Professor University of Notre Dame Notre Dame, Indiana, United States
Introduction: : Understanding the biochemical and mechanical cues that cause epithelial sheets to reorganize themselves into three-dimensional organs remains a central challenge in biology. During Drosophila wing-disc eversion, a pseudostratified pouch folds outward and fuses into a bilayer that goes on to form the adult wing. This project unites quantitative experiments with a 3D multiscale mechano-chemical (M3D) model to decode the late-stage morphogenesis of the Drosophila wing imaginal disc during eversion. The work couples: (i) a GPU-accelerated particle-based model that resolves apical, basal and extracellular-matrix mechanics on a deforming epithelial surface; (ii) reaction–diffusion models for hormone (ecdysone) and morphogen signaling (Dpp, Wg) extended down to intracellular Rho1/Cdc42 dynamics; and (iii) machine-learning pipelines—Gaussian-process surrogate modeling, Bayesian optimization and neural-network solvers—to calibrate and accelerate simulations against time-lapse light-sheet imaging, biomechanical perturbations and quantitative immunostaining. Iterative experimentation will map how spatially patterned actomyosin contractility, cell-ECM adhesion and ECM stiffness drive coordinated cell reshaping, layer coupling and tissue folding. The resulting framework will yield predictive, systems-level insights into how hormonal timing interfaces with morphogen gradients to orchestrate organ-scale shape changes.
Materials and
Methods: : Using a physics based coarse-grained 3D model to capture dynamics of fold formation during Drosophila wing disc eversion. The wing disc goes through a drastic shape change at this stage in development without significant cell proliferation. We use strain tensors and poisson ratios to emulate T1 rearrangements in the tissue causing the fold formation. We also investigate the role of MyoVI in these rearrangements and tissue shape change.
Results, Conclusions, and Discussions:: MyoVI knockdown causes the final organ shape to be morphed and the fold formation to not be as drastic as in wild type eversion. The strain tensor applied on our coarse grained mesh causes the desired shape change. Coupling this with chemical signaling offers more insight into it as detailed in my abstract.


■ TASK GOAL
The answer should be an exact copy of the lines from the line with "Localize all elements." through the last line of the entries, and no other lines.

-- DATA RECORDS follows --

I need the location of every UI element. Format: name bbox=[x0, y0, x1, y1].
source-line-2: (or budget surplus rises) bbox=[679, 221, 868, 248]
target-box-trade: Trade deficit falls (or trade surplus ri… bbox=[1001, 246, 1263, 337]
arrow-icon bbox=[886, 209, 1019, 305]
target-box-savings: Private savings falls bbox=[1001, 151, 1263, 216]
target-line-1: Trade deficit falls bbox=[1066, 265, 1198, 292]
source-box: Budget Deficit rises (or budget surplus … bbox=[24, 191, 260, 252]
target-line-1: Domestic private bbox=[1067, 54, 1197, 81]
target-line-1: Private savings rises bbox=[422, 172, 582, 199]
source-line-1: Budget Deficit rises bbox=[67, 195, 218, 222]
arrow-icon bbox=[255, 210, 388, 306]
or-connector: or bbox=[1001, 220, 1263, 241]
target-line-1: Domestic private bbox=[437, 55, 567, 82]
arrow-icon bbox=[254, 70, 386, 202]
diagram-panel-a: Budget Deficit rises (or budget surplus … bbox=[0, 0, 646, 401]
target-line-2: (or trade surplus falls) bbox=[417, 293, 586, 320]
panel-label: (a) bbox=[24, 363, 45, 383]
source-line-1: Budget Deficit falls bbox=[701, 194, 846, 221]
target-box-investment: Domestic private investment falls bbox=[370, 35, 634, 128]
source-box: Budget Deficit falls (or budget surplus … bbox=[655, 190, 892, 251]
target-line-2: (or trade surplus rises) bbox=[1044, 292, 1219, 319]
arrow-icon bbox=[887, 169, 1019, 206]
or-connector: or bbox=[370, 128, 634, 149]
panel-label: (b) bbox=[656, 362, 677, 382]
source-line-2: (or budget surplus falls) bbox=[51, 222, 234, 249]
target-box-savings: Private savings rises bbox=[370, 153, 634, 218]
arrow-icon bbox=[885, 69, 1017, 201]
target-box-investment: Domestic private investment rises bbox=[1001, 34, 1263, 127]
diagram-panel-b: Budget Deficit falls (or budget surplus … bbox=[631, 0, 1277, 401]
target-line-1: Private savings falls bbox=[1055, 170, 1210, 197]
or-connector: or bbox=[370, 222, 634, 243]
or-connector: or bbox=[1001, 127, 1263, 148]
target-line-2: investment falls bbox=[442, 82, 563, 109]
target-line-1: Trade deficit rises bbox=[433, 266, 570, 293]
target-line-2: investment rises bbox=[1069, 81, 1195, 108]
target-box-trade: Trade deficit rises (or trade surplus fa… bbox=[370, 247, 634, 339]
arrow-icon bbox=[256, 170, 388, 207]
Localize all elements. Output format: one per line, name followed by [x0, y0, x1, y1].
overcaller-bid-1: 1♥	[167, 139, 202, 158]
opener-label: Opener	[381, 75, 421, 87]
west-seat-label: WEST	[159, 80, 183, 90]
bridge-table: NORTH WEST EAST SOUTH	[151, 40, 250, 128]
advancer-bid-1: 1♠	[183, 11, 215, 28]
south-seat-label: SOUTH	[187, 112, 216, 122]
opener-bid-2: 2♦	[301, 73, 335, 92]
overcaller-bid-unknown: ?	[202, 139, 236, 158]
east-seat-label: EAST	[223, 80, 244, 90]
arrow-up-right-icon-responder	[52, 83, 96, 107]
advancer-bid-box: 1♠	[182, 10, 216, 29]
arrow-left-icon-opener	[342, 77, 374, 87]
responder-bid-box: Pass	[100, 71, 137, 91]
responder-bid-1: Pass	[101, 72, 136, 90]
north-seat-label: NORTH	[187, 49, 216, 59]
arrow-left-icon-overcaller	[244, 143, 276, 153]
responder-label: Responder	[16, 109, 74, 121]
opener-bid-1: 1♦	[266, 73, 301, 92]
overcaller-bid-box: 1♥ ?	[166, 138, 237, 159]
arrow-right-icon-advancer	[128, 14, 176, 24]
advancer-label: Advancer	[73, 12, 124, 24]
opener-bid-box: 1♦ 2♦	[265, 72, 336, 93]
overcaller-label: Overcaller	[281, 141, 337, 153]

-- DATA RECORDS concluded --

■ SOLUTION FOR THIS PROBLEM
Localize all elements. Output format: one per line, name followed by [x0, y0, x1, y1].
overcaller-bid-1: 1♥	[167, 139, 202, 158]
opener-label: Opener	[381, 75, 421, 87]
west-seat-label: WEST	[159, 80, 183, 90]
bridge-table: NORTH WEST EAST SOUTH	[151, 40, 250, 128]
advancer-bid-1: 1♠	[183, 11, 215, 28]
south-seat-label: SOUTH	[187, 112, 216, 122]
opener-bid-2: 2♦	[301, 73, 335, 92]
overcaller-bid-unknown: ?	[202, 139, 236, 158]
east-seat-label: EAST	[223, 80, 244, 90]
arrow-up-right-icon-responder	[52, 83, 96, 107]
advancer-bid-box: 1♠	[182, 10, 216, 29]
arrow-left-icon-opener	[342, 77, 374, 87]
responder-bid-box: Pass	[100, 71, 137, 91]
responder-bid-1: Pass	[101, 72, 136, 90]
north-seat-label: NORTH	[187, 49, 216, 59]
arrow-left-icon-overcaller	[244, 143, 276, 153]
responder-label: Responder	[16, 109, 74, 121]
opener-bid-1: 1♦	[266, 73, 301, 92]
overcaller-bid-box: 1♥ ?	[166, 138, 237, 159]
arrow-right-icon-advancer	[128, 14, 176, 24]
advancer-label: Advancer	[73, 12, 124, 24]
opener-bid-box: 1♦ 2♦	[265, 72, 336, 93]
overcaller-label: Overcaller	[281, 141, 337, 153]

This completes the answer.